Travis Nicholson
Email: nicholson@nus.edu.sg
Office: S14-03-08
Lab: S14-03-02B
Phone: +65 6601 6192 (office)
Research Interests
I am an experimental and theoretical physicist at the Centre for Quantum Technologies. I am interested in ultracold atoms, quantum optics, atomic physics, quantum information, quantum metrology, and novel quantum devices.
About Me
I began my physics career in working as an undergraduate scientist in the group of Deborah Jin at JILA, helping to build the first generation of her KRb molecule experiment.
I then performed my PhD research at JILA in the group of Jun Ye, building an atomic clock based on ultracold atoms trapped in an optical lattice. My PhD thesis reported the achievement of the world’s most accurate clock, which neither gains nor loses a second in 15 billion years.
After completing my PhD, I became a postdoctoral fellow at MIT in the groups of Vladan Vuletic and Mikhail Lukin, studying nonlinear quantum optics with Rydberg EIT. During that time my team observed symmetry-protected collisions between photons, and we also realized a trimer molecule of photons.

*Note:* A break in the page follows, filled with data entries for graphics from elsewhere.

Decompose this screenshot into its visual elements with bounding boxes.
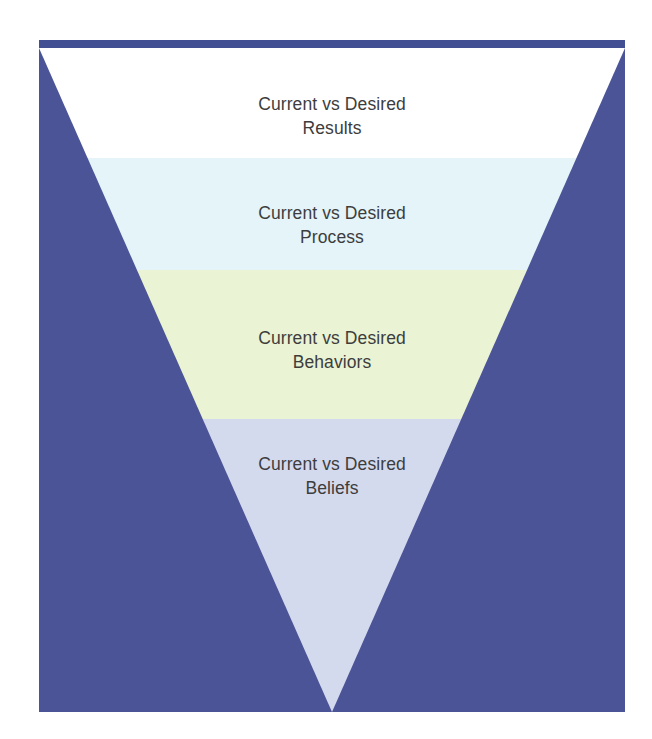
funnel-band-beliefs (39, 419, 625, 712)
funnel-band-results (39, 48, 625, 158)
funnel-band-process (39, 158, 625, 270)
panel-top-bar (39, 40, 625, 48)
pyramid-panel: Current vs DesiredResultsCurrent vs Desi… (39, 40, 625, 712)
funnel-band-behaviors (39, 270, 625, 419)
diagram-canvas: Current vs DesiredResultsCurrent vs Desi… (0, 0, 652, 739)
inverted-pyramid-funnel (39, 48, 625, 712)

I am currently a principal investigator at the Centre for Quantum Technologies and an assistant professor of physics at the National University of Singapore.
More Information

Travis Nicholson
Email: nicholson@nus.edu.sg
Office: S14-03-08
Lab: S14-03-02B
Phone: +65 6601 6192 (office)
Research Interests
I am an experimental and theoretical physicist at the Centre for Quantum Technologies. I am interested in ultracold atoms, quantum optics, atomic physics, quantum information, quantum metrology, and novel quantum devices.
About Me
I began my physics career working as an undergraduate scientist in the group of Deborah Jin at JILA, helping to build the first generation of her KRb molecule experiment.

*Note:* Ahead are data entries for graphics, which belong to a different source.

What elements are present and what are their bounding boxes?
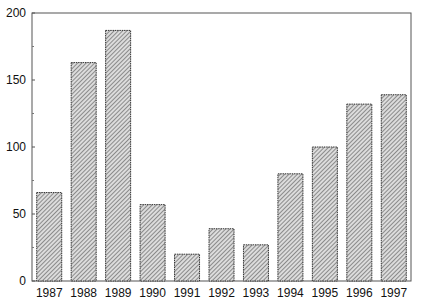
bar-1987 — [37, 193, 62, 281]
x-tick-label: 1992 — [208, 286, 235, 300]
x-tick-label: 1997 — [380, 286, 407, 300]
y-tick-label: 200 — [6, 6, 26, 20]
bar-1990 — [140, 205, 165, 281]
x-axis: 1987198819891990199119921993199419951996… — [36, 286, 408, 300]
bar-1991 — [175, 254, 200, 281]
y-tick-label: 50 — [13, 207, 27, 221]
x-tick-label: 1995 — [312, 286, 339, 300]
x-tick-label: 1994 — [277, 286, 304, 300]
x-tick-label: 1990 — [139, 286, 166, 300]
bar-1995 — [312, 147, 337, 281]
bar-1996 — [347, 104, 372, 281]
x-tick-label: 1988 — [70, 286, 97, 300]
bar-1997 — [381, 95, 406, 281]
y-tick-label: 150 — [6, 73, 26, 87]
bar-1993 — [243, 245, 268, 281]
y-axis: 050100150200 — [6, 6, 35, 288]
x-tick-label: 1987 — [36, 286, 63, 300]
y-tick-label: 0 — [19, 274, 26, 288]
bar-1989 — [106, 30, 131, 281]
bar-1992 — [209, 229, 234, 281]
y-tick-label: 100 — [6, 140, 26, 154]
x-tick-label: 1989 — [105, 286, 132, 300]
bars — [37, 30, 407, 281]
x-tick-label: 1991 — [174, 286, 201, 300]
x-tick-label: 1993 — [243, 286, 270, 300]
bar-1988 — [71, 63, 96, 281]
bar-1994 — [278, 174, 303, 281]
bar-chart: 050100150200 198719881989199019911992199… — [0, 0, 424, 307]
x-tick-label: 1996 — [346, 286, 373, 300]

I then performed my PhD research at JILA in the group of Jun Ye, building an atomic clock based on ultracold atoms trapped in an optical lattice. My PhD thesis reported the achievement of the world’s most accurate clock, which neither gains nor loses a second in 15 billion years.

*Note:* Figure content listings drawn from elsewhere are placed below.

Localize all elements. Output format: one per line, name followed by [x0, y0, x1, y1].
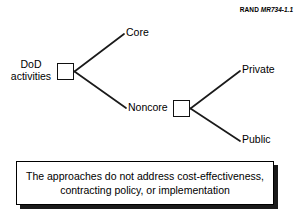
connector-root-to-core	[75, 34, 125, 72]
tree-label-private: Private	[242, 64, 275, 76]
tree-label-dod-activities-line1: DoD	[8, 59, 54, 71]
tree-label-noncore: Noncore	[128, 102, 168, 114]
tree-node-root	[57, 63, 74, 80]
rand-tree-diagram-figure: RAND MR734-1.1 DoD activities Core Nonco…	[0, 0, 302, 223]
tree-node-noncore	[173, 100, 190, 117]
caption-box: The approaches do not address cost-effec…	[16, 161, 274, 205]
tree-label-core: Core	[126, 27, 149, 39]
tree-label-public: Public	[242, 134, 271, 146]
caption-line-2: contracting policy, or implementation	[60, 183, 230, 197]
connector-noncore-to-public	[191, 109, 241, 142]
caption-line-1: The approaches do not address cost-effec…	[26, 169, 264, 183]
connector-root-to-noncore	[75, 72, 127, 109]
tree-label-dod-activities-line2: activities	[8, 71, 54, 83]
connector-noncore-to-private	[191, 71, 241, 109]
tree-label-dod-activities: DoD activities	[8, 59, 54, 82]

After completing my PhD, I became a postdoctoral fellow at MIT in the groups of Vladan Vuletic and Mikhail Lukin, studying nonlinear quantum optics with Rydberg EIT. During that time my team observed symmetry-protected collisions between photons, and we also realized a trimer molecule of photons.
I am currently a principal investigator at the Centre for Quantum Technologies and an assistant professor of physics at the National University of Singapore.